October 22, 2016
Yesterday, I helped bury a man whom I’ve never seen before. The man leading the ceremony gave a eulogy listing a multitude of things he had accomplished in Pebane during his lifetime; most notably, he had worked at the local secondary school for nearly 10 years. This man would have been my colleague, had malaria not claimed his 35 year old body first. He left behind a family: a wife, two kids. Had I seen this man on my first day of classes, a small white hat would have adorned the crown of his head. The man I buried’s name was Abdul. He was Muslim.
As a small town boy from Alabama where Islam is not a topic openly (or ever) discussed, this funeral was my first tangible experience with the Islamic faith. The ceremony began at the house of the deceased. The women, seated further away from the house, sang songs in a language I could not understand. The men, seated on straw mats adjacent to the house, were silent.
When I arrived, my host dad ushered me to a spot at the rear of the crowd of somber men. Throughout the next hour, we waited. We waited quietly, solemnly. More community members came, sat down, and joined in the solidarity.
After some time had passed, my host father, a Christian pastor, leaned over to me and whispered in my ear, “para eles, Allah e Deus” loosely translated to mean, “For them, Allah is God.”
I’m not here to confirm or deny anyone’s religious beliefs. And, I’m not even completely sure that my host father meant the connotation that I drew from that sentence. (As I have lamented previously, my Portuguese is still not great yet.) What I can say is that I believe every person deserves the opportunity to live a life that they are comfortable with. A life that they want to live and that brings them happiness. And, to me, my father’s statement was so accepting of that idea. Even though they probably had very different perspectives and beliefs, my host father and other members of the community gathered together to mourn the loss of a beloved secondary school professor, who was valued, first, for his contributions to the community.
Next, several men brought out white cloth and began diligently preparing it. It appeared that they were cutting precise portions of the cloth, and, then, folding those delicate amounts of cloth into a desired pattern. The cloth was taken back into the house. Then, the body wrapped in this prepared white cloth was brought outside and put in the bed of an open back truck. At this point, everyone rose to their feet.
People stood together to respect the organic humanity this ceremony celebrated; to remember that, in the end, this man was a human being who was faced with his own mortality.
For me, it was a beautiful event. I realized that too often the media portrays jaded views of religious intolerance and the incapability of coexistence. Here, in Austral Africa, a small town of roughly 20,000 people showed me that the things that unite us as humans should be much stronger than those which separates us.
At Abdul’s final resting place, each of the men of the community – American, Mozambican, Christian, and Muslim alike – took the shovel, if only for a moment, to help cover the casket of their fallen friend with a little part of the Earth from which he came. A tree was placed where his head was. A few words were said in Arabic, and then there was a moment of silence at his sepulcher. In unison, everyone breathed in one final breath at his grave and departed.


:: WORK ORDER ::
Pictures aside, please retype the whole listing word for word.

** DATASET RECORDS follows **

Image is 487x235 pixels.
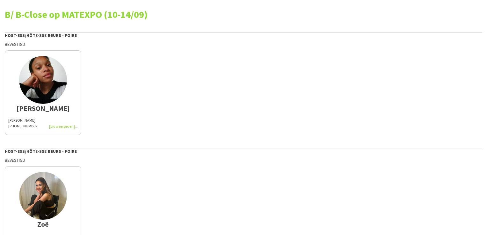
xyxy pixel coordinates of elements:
[5,10,482,19] div: B/ B-Close op MATEXPO (10-14/09)
[8,222,78,227] div: Zoë
[5,148,482,154] div: Host-ess/Hôte-sse Beurs - Foire
[19,172,67,220] img: thumb-63bd7b032b6bd.jpeg
[5,32,482,38] div: Host-ess/Hôte-sse Beurs - Foire
[8,106,78,111] div: [PERSON_NAME]
[5,157,482,163] div: Bevestigd
[19,56,67,104] img: thumb-682330faa4508.jpg
[5,41,482,47] div: Bevestigd
[8,118,78,123] div: [PERSON_NAME]
[8,124,39,128] span: [PHONE_NUMBER]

** End of DATASET RECORDS **

:: SOLVED PROBLEM ::
Image is 487x235 pixels.
xyxy pixel coordinates of elements:
[5,10,482,19] div: B/ B-Close op MATEXPO (10-14/09)
[8,222,78,227] div: Zoë
[5,148,482,154] div: Host-ess/Hôte-sse Beurs - Foire
[19,172,67,220] img: thumb-63bd7b032b6bd.jpeg
[5,32,482,38] div: Host-ess/Hôte-sse Beurs - Foire
[8,106,78,111] div: [PERSON_NAME]
[5,157,482,163] div: Bevestigd
[19,56,67,104] img: thumb-682330faa4508.jpg
[5,41,482,47] div: Bevestigd
[8,118,78,123] div: [PERSON_NAME]
[8,124,39,128] span: [PHONE_NUMBER]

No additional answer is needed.